Indians fan uses SPG points to throw out a first pitch at World Series Game 7

Throwing out a first pitch at a major league baseball game can be exhilarating or, for Gary Dell'abate, aka Baba Booey, aka Howard Stern's longtime punching bag and producer, downright embarrassing. Hey, 50 Cent, you aren't immune from ridicule, either.

To throw out a first pitch, at a World Series, at a Game 7, well, that is a thrill not easily defined. But, the honor doesn't just go to any Joe Schmo off the street—like Daniel Eleff, a rabbi from Ohio, who also happens to run the blog Dan's Deals.

Daniel, a diehard Cleveland Indians fan, SPG member and a man who knows how to accrue and use loyalty points with the best of them, redeemed a staggering 1,060,500 Starpoints to throw out a first pitch at Game 7 of the World Series in Cleveland. (Mr. Eleff has a history of using loyalty points on sports-centric rewards.)

That's a lot of points, Daniel! So many, in fact, that had he decided to, instead, use them on a hotel stay, the equivalency comes to more than a month of free nights in a superior room at the St. Regis New York. We aren't talking a Four Points, a Sheraton or a Fairfield Inn (now that SPG is part of Marriott International)—but a St. Regis, the one in New York, where a superior room runs north of $1,100 per night. Multiply that over 30 days and you can see how many SPG points Mr. Eleff had.

 

A photo posted by @dansdeals on

So, was it worth it? First, Daniel didn't get to throw out the "actual" first pitch. That honor went to former Indian great Jim Thome (some things even an inordinate amount of loyalty points can't buy).

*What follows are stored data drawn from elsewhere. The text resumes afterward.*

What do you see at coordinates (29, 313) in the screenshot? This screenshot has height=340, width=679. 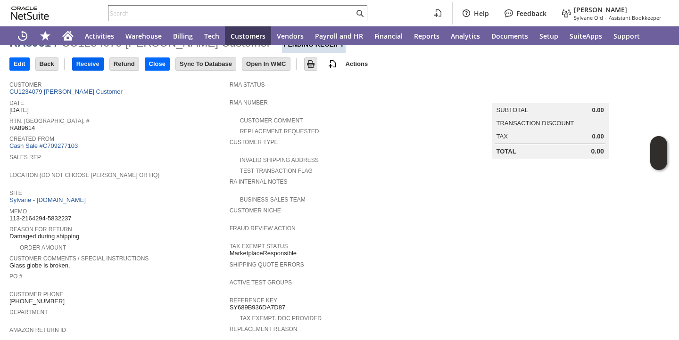 I see `a: Department` at bounding box center [29, 313].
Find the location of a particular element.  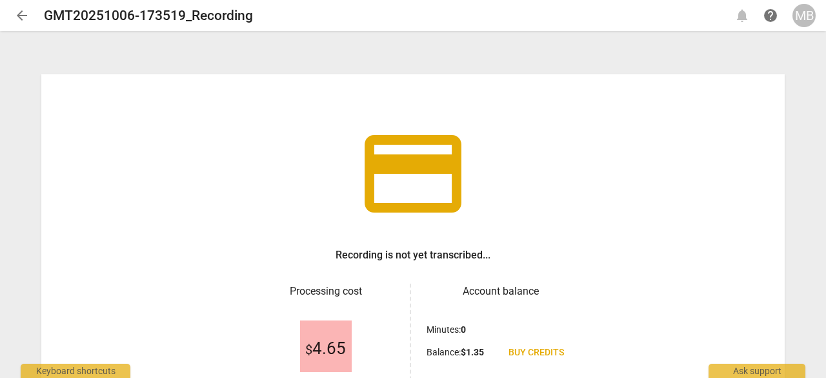

span: Buy credits is located at coordinates (537, 353).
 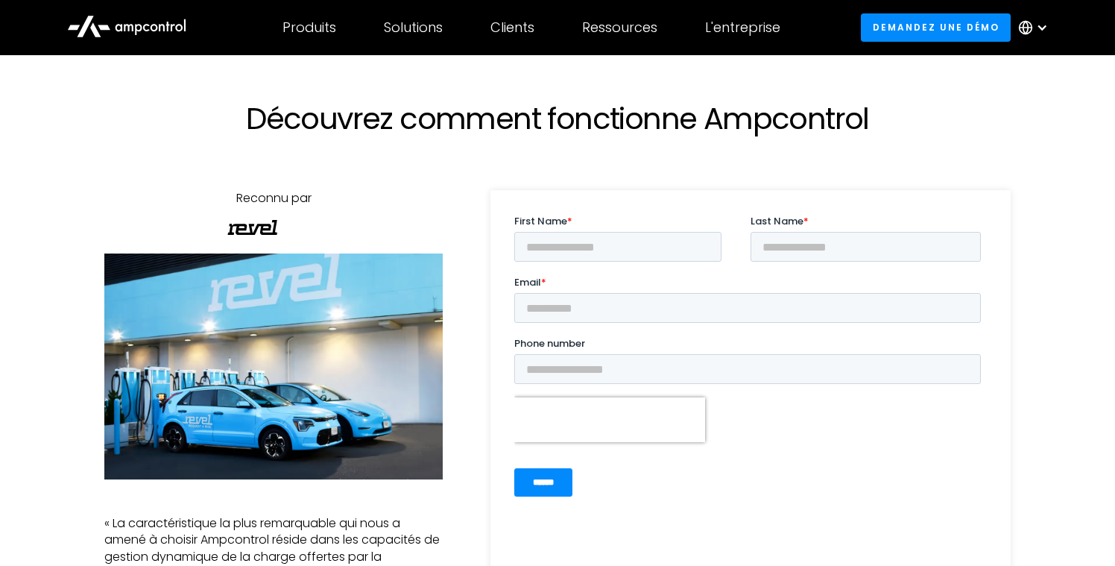 What do you see at coordinates (743, 28) in the screenshot?
I see `div: L'entreprise` at bounding box center [743, 28].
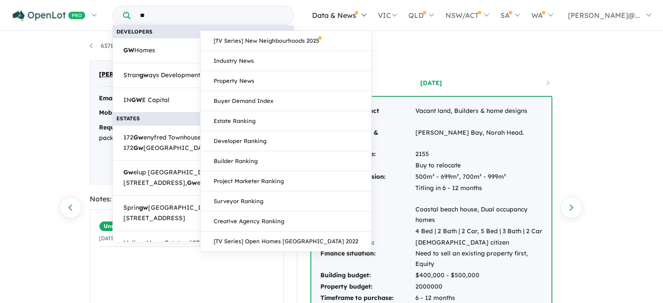 This screenshot has height=303, width=663. I want to click on a: Estate Ranking, so click(286, 121).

While the cost was steep, the moment ephemeral, I'd say—heck, yeah—it's worth it. Especially for an Indians fan (full disclosure, I am not one). This is a moment in time that may never come around again, and to be part of it, in some way, is a true experience.

I just used that omnipresent hospitality buzzword—experience. HOTEL MANAGMENT editor-at-large Glenn Haussman recently wrote about this experience phenomenon; namely, that hoteliers use it far too often to describe something that, on face value, is not an experience, but mundane. Preparing your own waffle makes not an experience. Throwing out a first pitch at Cleveland's most important baseball since 1948 does.

The SPG Moments program is known to give SPG members once-in a-lifetime experiences and VIP access to premiere sporting events, concerts, culinary experiences, and more. When hoteliers talk about experiences, they should be touting their loyalty programs that offer real experiences, ones that will always be remembered, ones that offer total recall, ones that you can tell your grandchildren about and never get tired of re-telling the story.

Daniel Eleff got that. I'm saving up my SPG points, too—after all, the Baltimore Orioles will—I pray—one day make it back to the World Series.